Halting an arm’s length away, he grinned. “Do you forgive me for my grievous deception?”
He stood, so proud and unbowed, after shielding Juliana from his parents. What was her injured pride when those dreadful people sought, through any means, the hurt and humiliation of their own son, their heir?
In her hesitation, he lunged toward her; she hastily said, “I forgive you.”
Packing the snow a little tighter in his fists, he teased her. “Goodness delights to forgive.”
“I delight,” she assured him.
“You are too good,” he said mockingly.
“I know.”
He lifted the snow threateningly, and she recoiled. With a laugh, he plastered it over his shoulders.
She shuddered violently as he wiped handfuls of the white stuff along his ribs and hips.
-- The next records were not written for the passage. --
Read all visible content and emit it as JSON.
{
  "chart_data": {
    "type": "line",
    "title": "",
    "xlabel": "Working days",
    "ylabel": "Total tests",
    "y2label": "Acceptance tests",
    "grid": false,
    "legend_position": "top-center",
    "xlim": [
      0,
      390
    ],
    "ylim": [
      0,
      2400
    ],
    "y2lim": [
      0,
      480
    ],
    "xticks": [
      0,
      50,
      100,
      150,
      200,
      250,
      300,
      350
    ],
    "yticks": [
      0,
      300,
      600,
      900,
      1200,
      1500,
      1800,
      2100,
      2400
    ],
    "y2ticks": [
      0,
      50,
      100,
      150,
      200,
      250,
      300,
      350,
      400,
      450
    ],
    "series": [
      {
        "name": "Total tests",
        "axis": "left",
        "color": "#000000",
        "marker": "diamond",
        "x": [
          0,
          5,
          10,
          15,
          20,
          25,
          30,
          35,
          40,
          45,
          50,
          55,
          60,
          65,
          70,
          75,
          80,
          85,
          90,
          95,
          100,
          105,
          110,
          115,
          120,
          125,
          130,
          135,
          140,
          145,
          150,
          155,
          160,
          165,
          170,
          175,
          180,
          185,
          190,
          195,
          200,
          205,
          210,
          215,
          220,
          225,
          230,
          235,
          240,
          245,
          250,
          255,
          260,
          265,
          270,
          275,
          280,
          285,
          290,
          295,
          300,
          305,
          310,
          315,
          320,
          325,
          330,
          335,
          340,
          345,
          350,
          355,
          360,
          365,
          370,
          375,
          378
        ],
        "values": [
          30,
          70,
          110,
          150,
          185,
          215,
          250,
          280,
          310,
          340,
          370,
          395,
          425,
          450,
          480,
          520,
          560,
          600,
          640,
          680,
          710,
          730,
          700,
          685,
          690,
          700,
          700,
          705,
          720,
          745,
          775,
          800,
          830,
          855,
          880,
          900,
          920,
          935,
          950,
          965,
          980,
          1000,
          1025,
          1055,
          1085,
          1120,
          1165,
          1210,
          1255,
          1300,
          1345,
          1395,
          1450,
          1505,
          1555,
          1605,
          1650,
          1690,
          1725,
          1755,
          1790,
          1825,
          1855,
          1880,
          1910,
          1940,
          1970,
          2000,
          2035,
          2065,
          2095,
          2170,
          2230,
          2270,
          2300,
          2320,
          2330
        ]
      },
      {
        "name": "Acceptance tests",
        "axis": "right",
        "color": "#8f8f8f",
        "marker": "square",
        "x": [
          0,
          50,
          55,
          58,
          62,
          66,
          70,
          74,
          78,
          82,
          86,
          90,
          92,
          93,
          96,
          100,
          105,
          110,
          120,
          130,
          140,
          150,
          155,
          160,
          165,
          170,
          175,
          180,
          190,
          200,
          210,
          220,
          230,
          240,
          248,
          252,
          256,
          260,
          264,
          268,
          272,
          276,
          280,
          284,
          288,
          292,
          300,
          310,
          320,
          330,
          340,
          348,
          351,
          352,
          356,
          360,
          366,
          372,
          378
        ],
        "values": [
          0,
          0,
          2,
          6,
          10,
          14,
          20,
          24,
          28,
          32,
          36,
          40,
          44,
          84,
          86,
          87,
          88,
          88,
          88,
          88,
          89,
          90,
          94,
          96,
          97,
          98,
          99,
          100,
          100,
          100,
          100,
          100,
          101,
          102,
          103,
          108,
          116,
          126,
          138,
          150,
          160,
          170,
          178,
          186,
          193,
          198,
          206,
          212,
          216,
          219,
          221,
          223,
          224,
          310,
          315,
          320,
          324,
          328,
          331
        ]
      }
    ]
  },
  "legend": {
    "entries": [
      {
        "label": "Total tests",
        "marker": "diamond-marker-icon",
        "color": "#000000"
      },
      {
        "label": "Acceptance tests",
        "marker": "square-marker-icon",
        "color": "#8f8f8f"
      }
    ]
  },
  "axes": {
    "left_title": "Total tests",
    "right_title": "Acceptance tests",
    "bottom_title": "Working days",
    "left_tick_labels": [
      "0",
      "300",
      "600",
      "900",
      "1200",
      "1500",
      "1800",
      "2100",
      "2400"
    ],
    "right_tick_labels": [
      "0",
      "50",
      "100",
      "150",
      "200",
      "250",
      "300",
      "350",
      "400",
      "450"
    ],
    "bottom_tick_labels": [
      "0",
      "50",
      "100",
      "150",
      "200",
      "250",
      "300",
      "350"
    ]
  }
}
Sliding fully clothed under the blankets, she closed her eyes against the sight of him, but contrary to her behest they popped open. Her gaze examined him and lingered. How thin her young husband had been! How easy to disdain masculine contact when temptation had never been offered! Wanting to distract herself before she lost all her pride, she asked, “Did you scold him about hurting Eleanor’s pride?”